Crisis of conscience in the emergency room

By Christine M. Williams, Anchor Correspondent

FALL RIVER, Mass. — In Washington, D.C., the United States Conference of Catholic Bishops is insistently urging the inclusion of a conscience clause in the national health care reform bill. One of the reasons why they are doing so is that state laws are already beginning to force violations of the consciences of Catholic medical personnel.

One such violation occurs in state laws requiring the dispensing of so-called emergency contraception in emergency rooms. Eighteen states, including Massachusetts, mandate hospitals, including Catholic hospitals, to issue the morning after pill, called Plan B, when a sexual assault victim requests the drug.

This pill contains high doses of an analog of estrogen, progesterone or both, the same synthetic hormones found in birth control pills. The morning after pill is meant to be taken to prevent pregnancy after sexual intercourse when no contraceptive was used or when it failed. The primary way in which the morning after pill works is to prevent ovulation, but a secondary effect of the drug is that it may thin the lining of the uterus, which could prevent an embryo from implanting, thus causing an abortion.

There are only limited circumstances when the drug can morally be given, according to Father Tadeusz Pacholczyk, a priest in the Diocese of Fall River and director of education for the National Catholic Bioethics Center in Philadelphia.

In an interview with
The Anchor, Father Pacholczyk said that a rape victim can morally take emergency contraception if she has not yet ovulated. This is permissible because the woman is entitled to protect herself from the attacker’s sperm, the continuing activity of which can be seen as an extension of the original assault. As long as the drug will work by preventing ovulation, rather than causing an abortion, its use will be permissible following sexual assault, he said.

He noted that a physician should have “moral certainty” that a woman has not yet ovulated before administering the drug. A simple, non-invasive urine test for leutinizing hormone can contribute to achieving such certainty, along with other steps like obtaining a menstrual history, he said.

“There are circumstances where the use of emergency contraception would be morally licit for sexual assault victims,” he said. “It is reasonable to use Plan B, when requested by the woman, after appropriate testing for where she is in her cycle.”

He added that only in this limited set of circumstances, when the morning after pill would reasonably be anticipated to have a contraceptive effect, should Catholic hospitals or Catholic medical personnel in non-Catholic hospitals dispense the drug.

Father Pacholczyk recognized that such testing cannot determine with absolute certainty where in a woman is in her cycle, noting, “We don’t have absolute certainty about anything in this life, but in the presence of God, we do need the level of certitude known as ‘moral certainty’ in order to choose to act humanly.”

The United States Conference of Catholic Bishops document, “Ethical and Religious Directives for Catholic Health Care Services” states, “A female who has been raped should be able to defend herself against a potential conception from the sexual assault. If, after appropriate testing, there is no evidence that conception has occurred already, she may be treated with medications that would prevent ovulation, sperm capacitation, or fertilization. It is not permissible, however, to initiate or to recommend treatments that have as their purpose or direct effect the removal, destruction, or interference with the implantation of a fertilized ovum.”

In 2000 the Pontifical Academy for Life released a statement on the morning after pill that voiced concerns about its abortifacient nature: “It is clear, therefore, that the proven ‘anti-implantation’ action of the morning-after pill is really nothing other than a chemically induced abortion. It is neither intellectually consistent nor scientifically justifiable to say that we are not dealing with the same thing,” the statement said.

Father Pacholczyk stressed that women who are sexually assaulted have the right to try to counteract the effects of an attack, but they do not have the right to end the life of an already conceived child, who is an “innocent bystander.” State laws, such as the one in Massachusetts, force hospital workers to provide emergency contraception upon request, without allowing the physician to determine whether its use is appropriate to the medical circumstances, thereby violating that professional’s conscience, he added.

They do not allow health care professionals to verify that a woman has not ovulated before administering the drug. And the drug’s primary effect, delaying ovulation, cannot be achieved if ovulation has already occurred. The law forces emergency room doctors to act without evaluating whether the morning after pill will even be able to achieve its intended effect, he said. Strong medications with powerful side-effects should never be given to patients unless there are good grounds for supposing they will be effective, and physicians, not lawmakers, are the experts in this arena.

Father Pacholczyk said state legislatures are meddling in the affairs of emergency room doctors and telling them how to practice medicine. 

“The state is preempting the better judgment of the physician here,” he said. “He is being pressured by the state to participate in a kind of medicine that, in certain circumstances, could be intrinsically immoral.”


- [WHAT NEEDS TO BE DONE] Check each line of the records below and collect those that include the word "edge".

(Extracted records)
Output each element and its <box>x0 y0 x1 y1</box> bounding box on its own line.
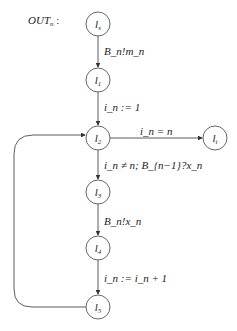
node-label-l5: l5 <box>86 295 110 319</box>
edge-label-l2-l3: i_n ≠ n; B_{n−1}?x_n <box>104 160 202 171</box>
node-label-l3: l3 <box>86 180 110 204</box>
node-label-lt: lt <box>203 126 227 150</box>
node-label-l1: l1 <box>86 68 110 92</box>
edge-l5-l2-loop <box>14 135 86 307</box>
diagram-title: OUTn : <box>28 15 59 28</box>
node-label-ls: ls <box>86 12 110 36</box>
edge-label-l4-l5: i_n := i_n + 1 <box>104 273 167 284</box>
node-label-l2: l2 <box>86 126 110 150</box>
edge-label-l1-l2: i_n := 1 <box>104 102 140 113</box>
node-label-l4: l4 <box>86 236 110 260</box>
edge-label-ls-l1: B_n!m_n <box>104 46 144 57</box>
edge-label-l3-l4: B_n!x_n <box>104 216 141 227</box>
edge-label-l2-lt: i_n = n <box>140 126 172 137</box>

--

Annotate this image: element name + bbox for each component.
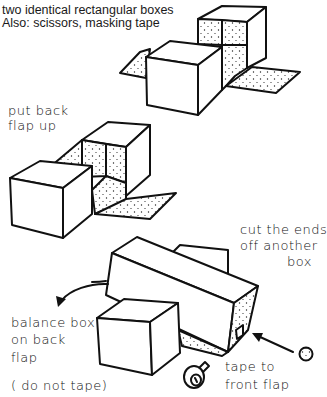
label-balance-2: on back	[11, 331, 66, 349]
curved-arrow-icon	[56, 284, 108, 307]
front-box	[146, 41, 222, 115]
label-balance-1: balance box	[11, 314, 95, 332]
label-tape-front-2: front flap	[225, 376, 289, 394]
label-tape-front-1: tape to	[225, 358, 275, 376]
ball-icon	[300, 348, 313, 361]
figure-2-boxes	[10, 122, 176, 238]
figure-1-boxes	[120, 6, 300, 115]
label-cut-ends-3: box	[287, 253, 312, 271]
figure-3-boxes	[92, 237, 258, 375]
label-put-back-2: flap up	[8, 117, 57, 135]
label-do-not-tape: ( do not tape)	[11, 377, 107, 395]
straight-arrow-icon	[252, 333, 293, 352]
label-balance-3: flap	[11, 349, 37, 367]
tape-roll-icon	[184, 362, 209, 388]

- [EXPECTED ANSWER]
edge-label-l2-l3: i_n ≠ n; B_{n−1}?x_n <box>104 160 202 171</box>
edge-l5-l2-loop <box>14 135 86 307</box>
edge-label-l4-l5: i_n := i_n + 1 <box>104 273 167 284</box>
edge-label-l1-l2: i_n := 1 <box>104 102 140 113</box>
edge-label-ls-l1: B_n!m_n <box>104 46 144 57</box>
edge-label-l3-l4: B_n!x_n <box>104 216 141 227</box>
edge-label-l2-lt: i_n = n <box>140 126 172 137</box>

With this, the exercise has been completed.